Meet Paul Ryan, Republican Vice President candidate


 

Ryan’s second budget plan

 

At the end of March 2012, the House of Representatives passed a newer version of Ryan’s budget plan for fiscal year 2013 along partisan lines, 228 yeas to 191 nays; ten Republicans voted against bill, along with all the House Democrats.[61] Ryan’s budget would reduce all discretionary spending in the budget from 12.5% of GDP in 2011 to 3.75% of GDP in 2050. This goal has been criticized as unrealistic since it includes spending on defense, which has never fallen below 3% of GDP.[62] Congressman Justin Amash, a Republican from Michigan criticized Ryan’s budget for insufficient cuts, its continuation of deficit spending through 2022 and beyond, and its exemption of military spending from reductions.[63] His budget has also been criticized because it doesn’t list specific cuts, but rather broad goals to cut, and because by its own projections it would not balance the budget until 2035. Critics such as economist Paul Krugman argue that its projections didn’t count tax cuts as revenue-negative, so that its projections of an eventual balanced budget would never be realized. Marc Goldwein, the policy directory for the Committee for a Responsible Federal Budget stated “We may never, as a country, have a balanced budget again, And you know what? We don’t have to.”[64]

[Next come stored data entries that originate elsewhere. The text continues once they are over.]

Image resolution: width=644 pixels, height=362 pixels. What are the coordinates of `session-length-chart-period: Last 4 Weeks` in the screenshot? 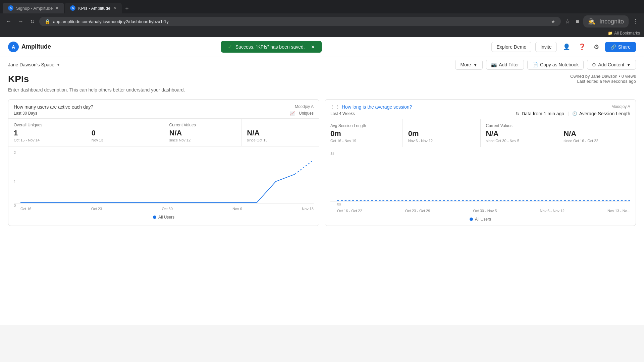 It's located at (342, 114).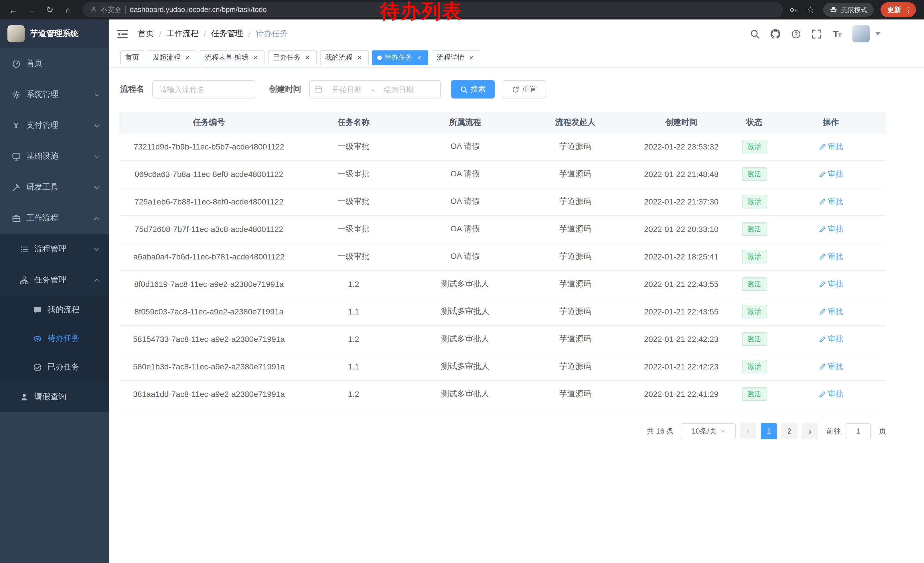 The height and width of the screenshot is (563, 924). What do you see at coordinates (209, 367) in the screenshot?
I see `cell-task-id: 580e1b3d-7ac8-11ec-a9e2-a2380e71991a` at bounding box center [209, 367].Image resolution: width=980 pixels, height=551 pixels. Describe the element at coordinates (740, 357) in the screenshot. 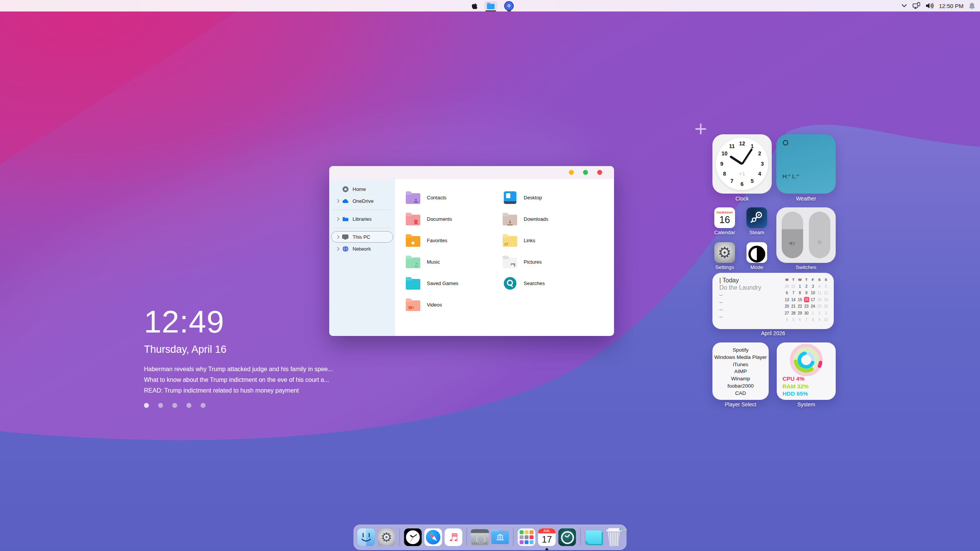

I see `player-option: Windows Media Player` at that location.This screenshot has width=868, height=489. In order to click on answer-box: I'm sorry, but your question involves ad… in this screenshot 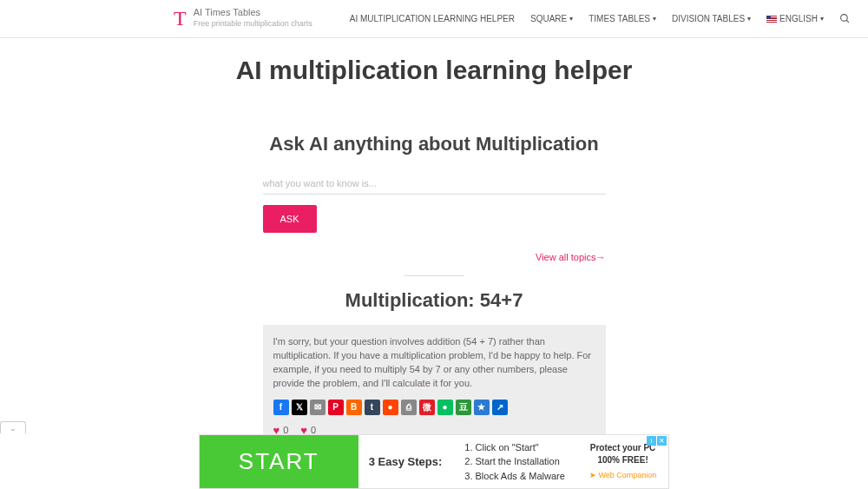, I will do `click(434, 386)`.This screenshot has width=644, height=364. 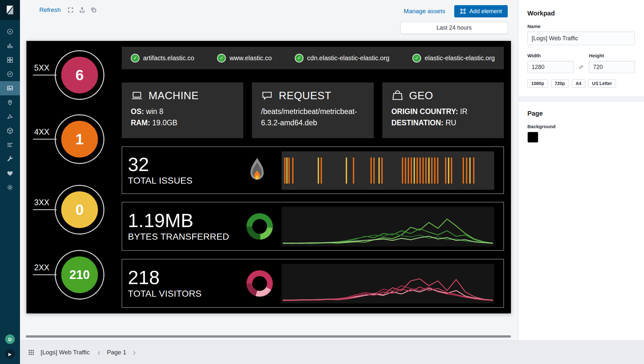 I want to click on status-code-label: 5XX, so click(x=42, y=68).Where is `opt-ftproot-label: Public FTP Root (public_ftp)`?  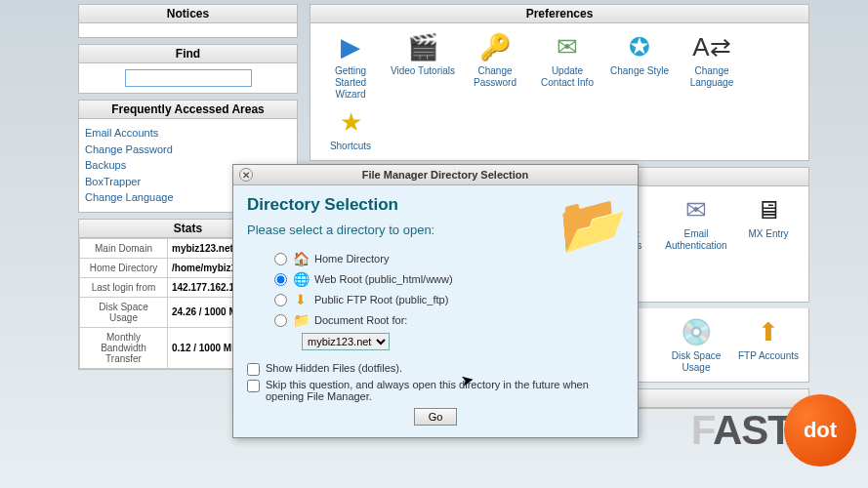
opt-ftproot-label: Public FTP Root (public_ftp) is located at coordinates (381, 300).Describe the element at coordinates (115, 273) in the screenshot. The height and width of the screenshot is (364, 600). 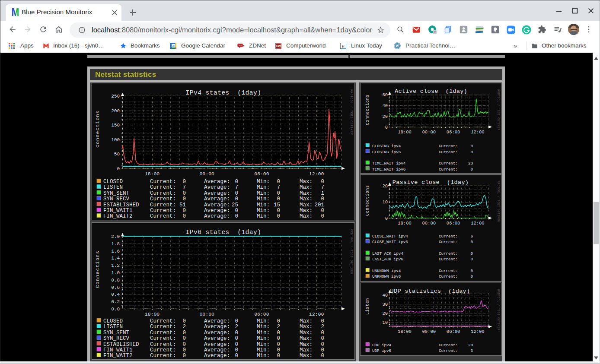
I see `svg-text: 1.0` at that location.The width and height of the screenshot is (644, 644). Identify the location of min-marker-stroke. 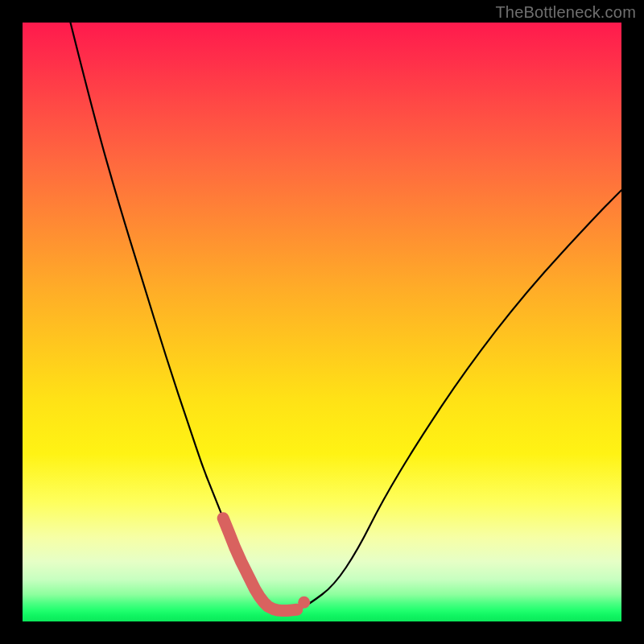
(260, 565).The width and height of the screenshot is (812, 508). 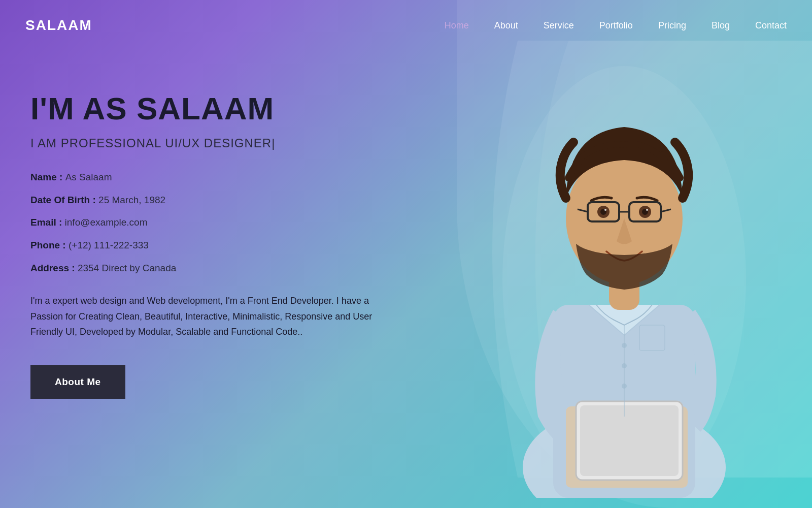 What do you see at coordinates (109, 245) in the screenshot?
I see `info-value-3: (+12) 111-222-333` at bounding box center [109, 245].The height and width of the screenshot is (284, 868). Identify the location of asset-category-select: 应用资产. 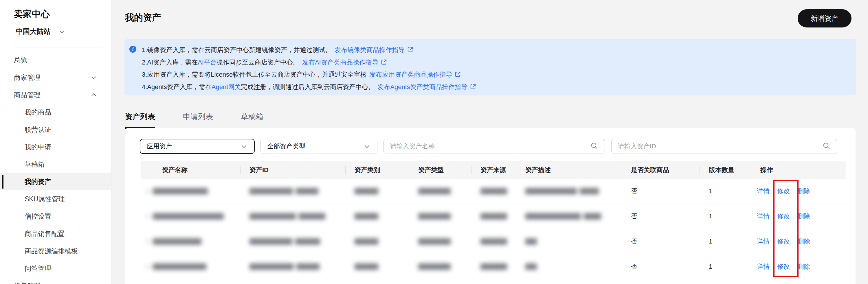
(197, 146).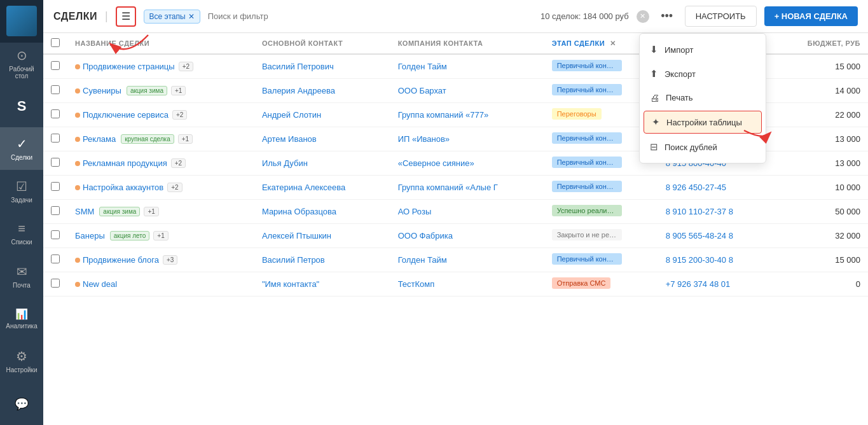 This screenshot has height=425, width=868. Describe the element at coordinates (703, 122) in the screenshot. I see `dropdown-table-settings: ✦ Настройки таблицы` at that location. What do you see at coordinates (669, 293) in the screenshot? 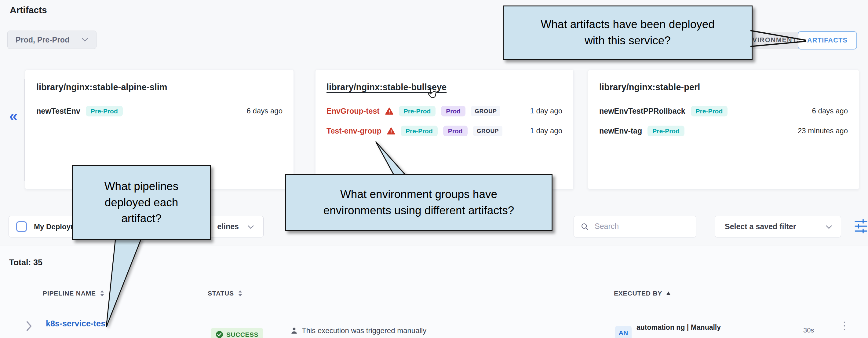
I see `sort-asc-icon` at bounding box center [669, 293].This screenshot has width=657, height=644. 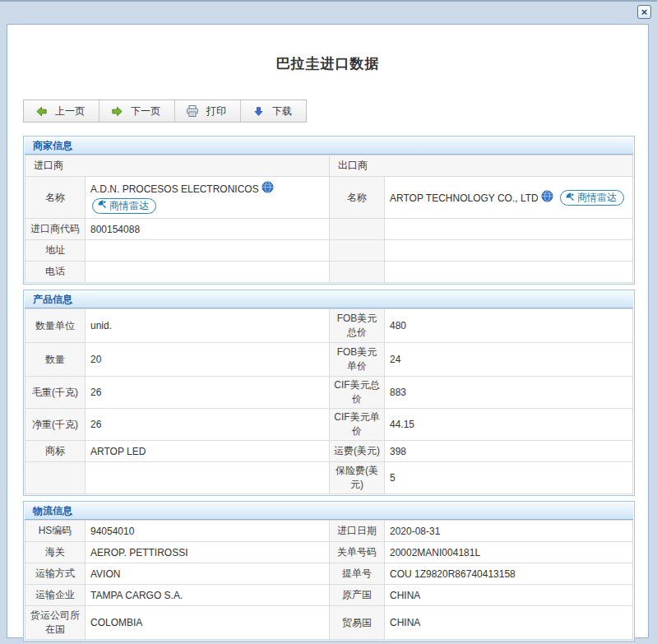 What do you see at coordinates (509, 595) in the screenshot?
I see `origin-country-value: CHINA` at bounding box center [509, 595]. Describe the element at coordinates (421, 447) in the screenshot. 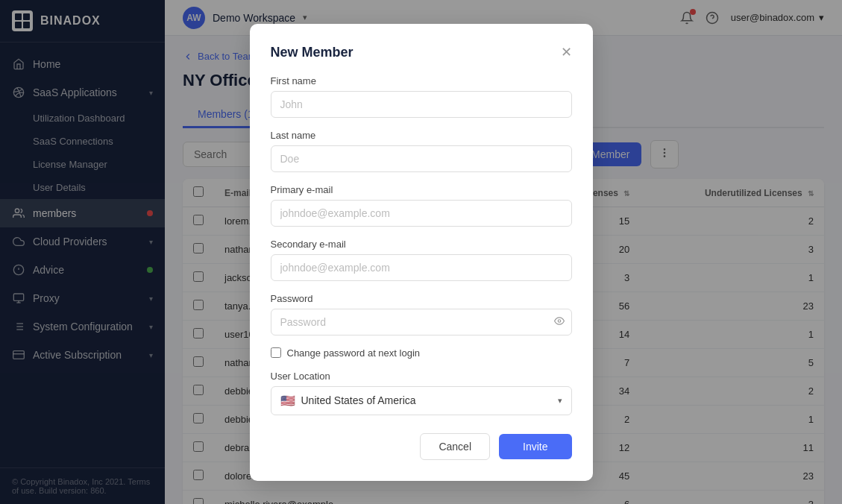

I see `modal-footer: Cancel Invite` at that location.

The 2012 Ryan budget also received criticism from elements of the Catholic Church, specifically from the United States Conference of Catholic Bishops and from faculty and administrators of Georgetown University. In its letter to Rep. Ryan, the group of Georgetown faculty and administrators criticized the Ryan budget as trying to “to dismantle government programs and abandon the poor to their own devices,” going on to say that Catholic teaching “demands that higher levels of government provide help—”subsidium”—when communities and local governments face problems beyond their means to address such as economic crises, high unemployment, endemic poverty and hunger.” The letter also criticizes Ryan for his attempts at “gutting government programs” and states that Ryan is “profoundly misreading Church teaching.”[65] A statement issued by the US Conference of Catholic Bishops criticized the Ryan budget in similar terms.[66] Ryan rejected the bishops’ criticism that his budget plans would disproportionately cut programs that “serve poor and vulnerable people.”[67]

In May 2012, Ryan voted for H.R. 4310 which would increase spending on defense, Afghanistan and various weapon systems to the level of $642 billion – $8 billion more than previous spending levels.[68]